3    Focal loss specialized for health classification.
4
5    Automatically computes class weights from training data
6    and applies focal modulation.
7
8    Args:
9        gamma: Focusing parameter
10        class_counts: Number of samples per class [healthy, degrading, critical]
11    """
12
13    def __init__(
14        self,
15        gamma: float = 2.0,
16        class_counts: Optional[List[int]] = None
17    ):
18        super().__init__()
19        self.gamma = gamma
20
21        # Compute class weights if counts provided
22        if class_counts is not None:
23            total = sum(class_counts)
24            n_classes = len(class_counts)
25            weights = [
26                total / (n_classes * count)
27                for count in class_counts
28            ]
29            self.register_buffer(
30                "alpha",
31                torch.tensor(weights, dtype=torch.float32)
32            )
33        else:
34            # Default weights for typical C-MAPSS distribution
35            self.register_buffer(
36                "alpha",
37                torch.tensor([1.0, 1.1, 1.4], dtype=torch.float32)
38            )
39
40    def forward(
41        self,
42        logits: torch.Tensor,
43        targets: torch.Tensor
44    ) -> torch.Tensor:
45        probs = F.softmax(logits, dim=1)
46        p_t = probs.gather(1, targets.unsqueeze(1)).squeeze(1)
47
48        # Focal weight
49        focal_weight = (1 - p_t) ** self.gamma
50
51        # Cross-entropy
52        ce_loss = -torch.log(p_t + 1e-8)
53
54        # Class weights
55        alpha_t = self.alpha.gather(0, targets)
56
57        # Combined loss
58        loss = alpha_t * focal_weight * ce_loss
59
60        return loss.mean()

Choosing γ

γ ValueBehaviorRecommendation
0Standard cross-entropyBaseline
0.5Mild focusingLight imbalance
1.0Moderate focusingModerate imbalance
2.0Standard focal lossGeneral use (recommended)
3.0Strong focusingSevere imbalance
5.0Very strong focusingExtreme cases only

Hyperparameter Selection

Start with γ = 2.0 (the original paper value).

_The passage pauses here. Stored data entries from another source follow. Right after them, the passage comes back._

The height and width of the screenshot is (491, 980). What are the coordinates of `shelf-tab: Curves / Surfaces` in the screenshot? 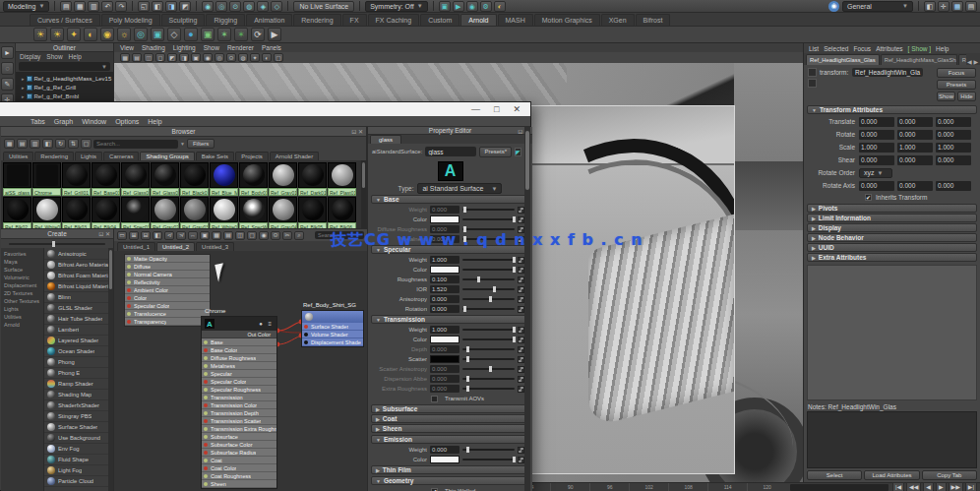 It's located at (65, 20).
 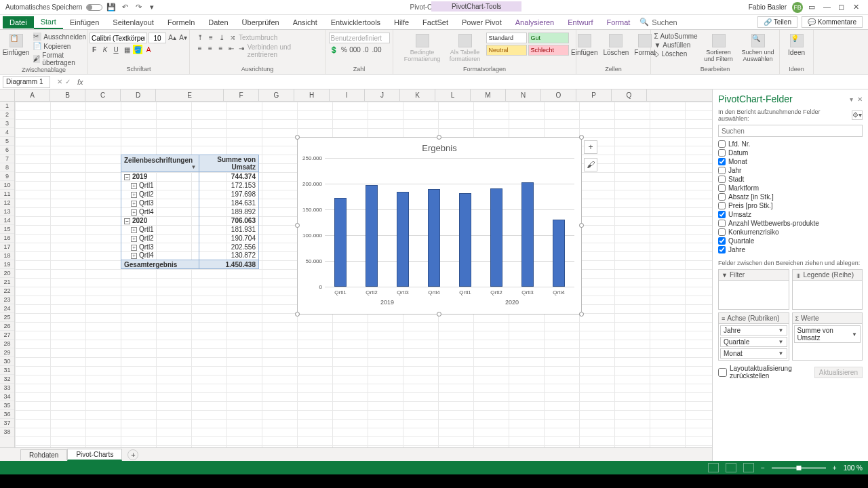 I want to click on field-item: Lfd. Nr., so click(x=791, y=144).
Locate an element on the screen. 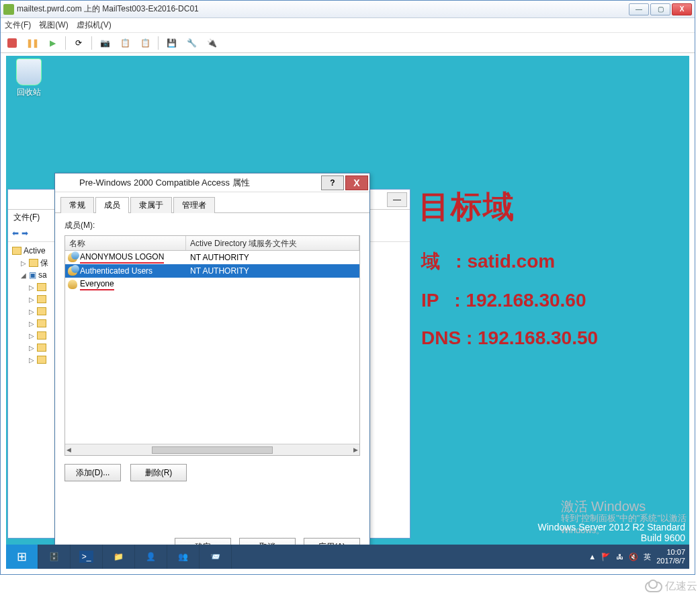  collapse-icon: ◢ is located at coordinates (24, 276).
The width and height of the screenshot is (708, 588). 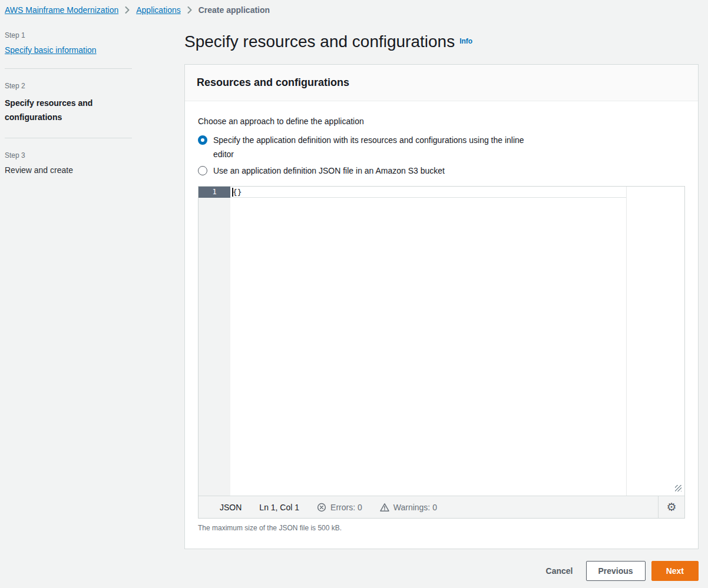 I want to click on breadcrumb-current-page: Create application, so click(x=234, y=10).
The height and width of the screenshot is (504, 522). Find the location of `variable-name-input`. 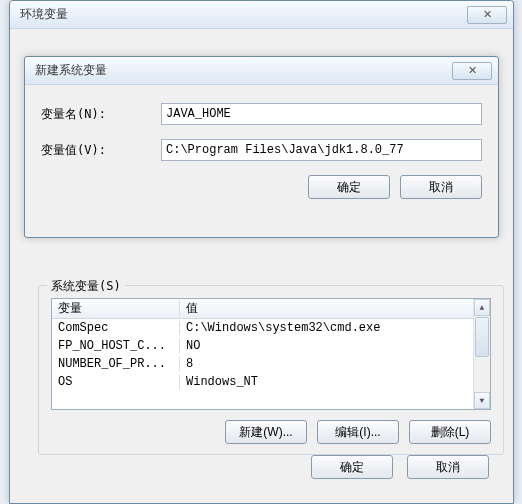

variable-name-input is located at coordinates (322, 114).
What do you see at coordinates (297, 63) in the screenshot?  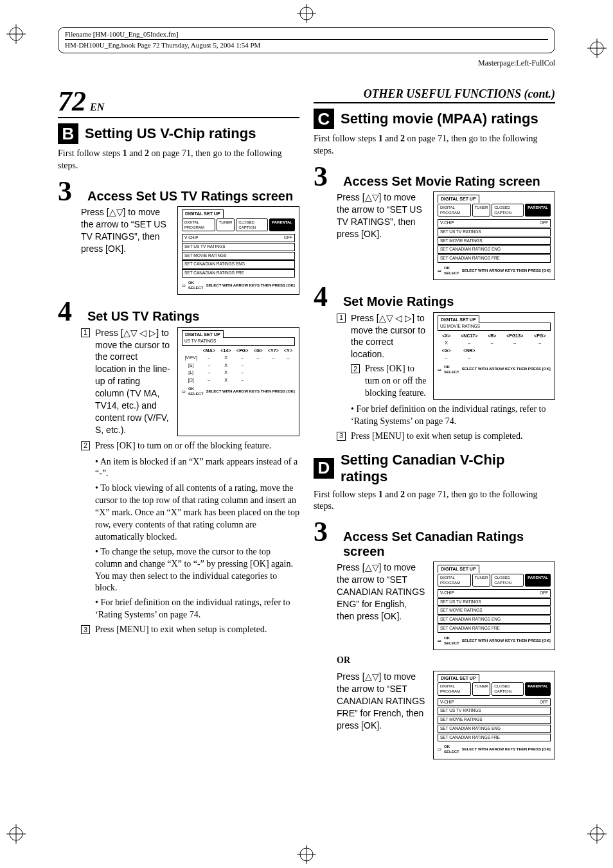 I see `masterpage-label: Masterpage:Left-FullCol` at bounding box center [297, 63].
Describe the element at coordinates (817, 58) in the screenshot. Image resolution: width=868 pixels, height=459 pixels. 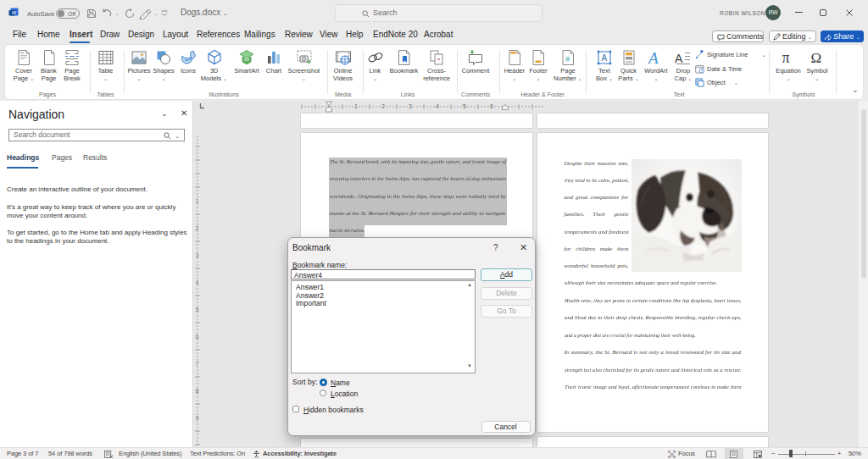
I see `svg-text: Ω` at that location.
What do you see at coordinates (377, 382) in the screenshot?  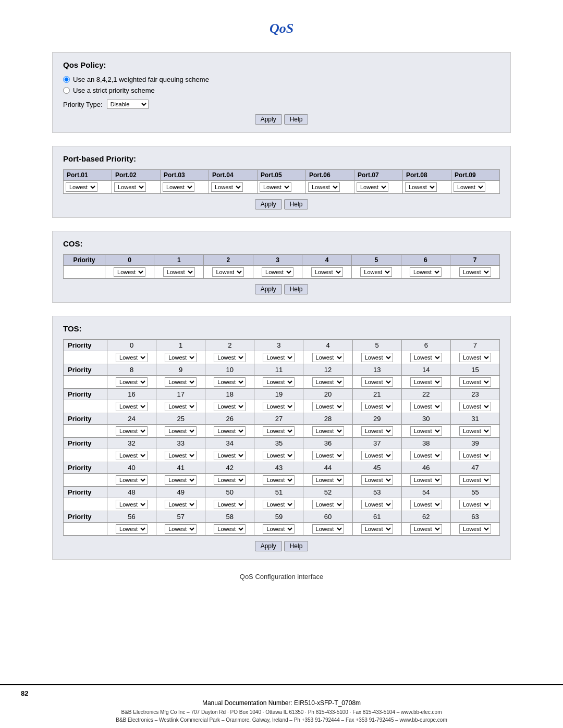 I see `tos-select-cell-1-5: LowestLowMiddleHigh` at bounding box center [377, 382].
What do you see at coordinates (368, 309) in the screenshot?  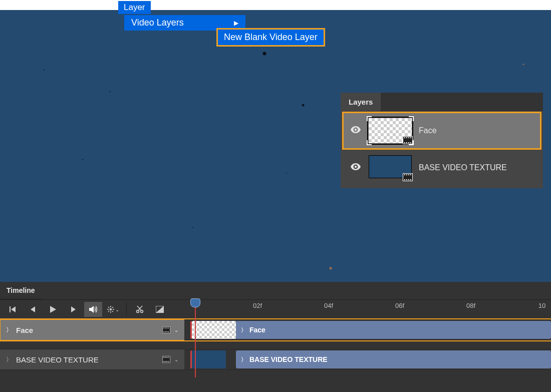 I see `timeline-ruler: 02f 04f 06f 08f 10` at bounding box center [368, 309].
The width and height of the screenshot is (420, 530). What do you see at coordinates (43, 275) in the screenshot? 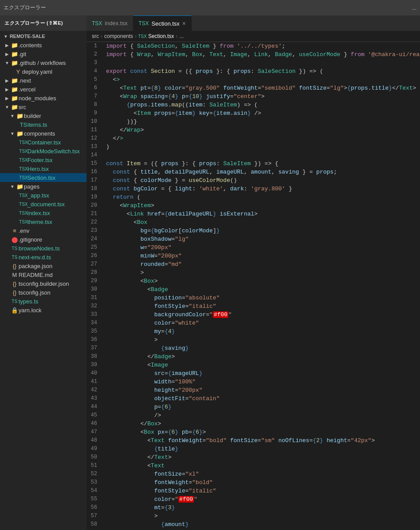
I see `sidebar-item-readme: M README.md` at bounding box center [43, 275].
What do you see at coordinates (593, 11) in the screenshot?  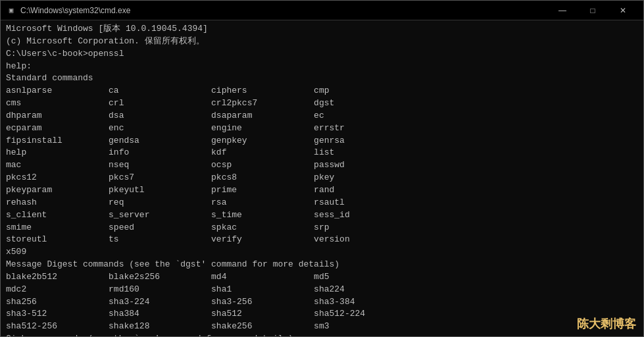 I see `maximize-button: □` at bounding box center [593, 11].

If critical class recall is too low, increase γ. If training becomes unstable, decrease γ or add class weights.


Summary

In this section, we covered focal loss for health classification:

  1. Problem: Critical class underrepresented (20-25%)
  2. Focal loss: Down-weights easy examples with (1p)γ(1-p)^\gamma
  3. Effect: Shifts learning focus to hard/minority cases
  4. Combined: Focal + class weights for dual effect
  5. Default: γ = 2.0 with inverse-frequency class weights
ComponentValue
Focusing parameter γ2.0
Healthy class weight~1.0
Degrading class weight~1.1
Critical class weight~1.4
Looking Ahead: We have specialized losses for both RUL (weighted MSE, asymmetric) and health (focal). The next section shows how to combine multiple RUL loss components into a unified objective.

With focal loss understood, we combine multiple loss components for RUL.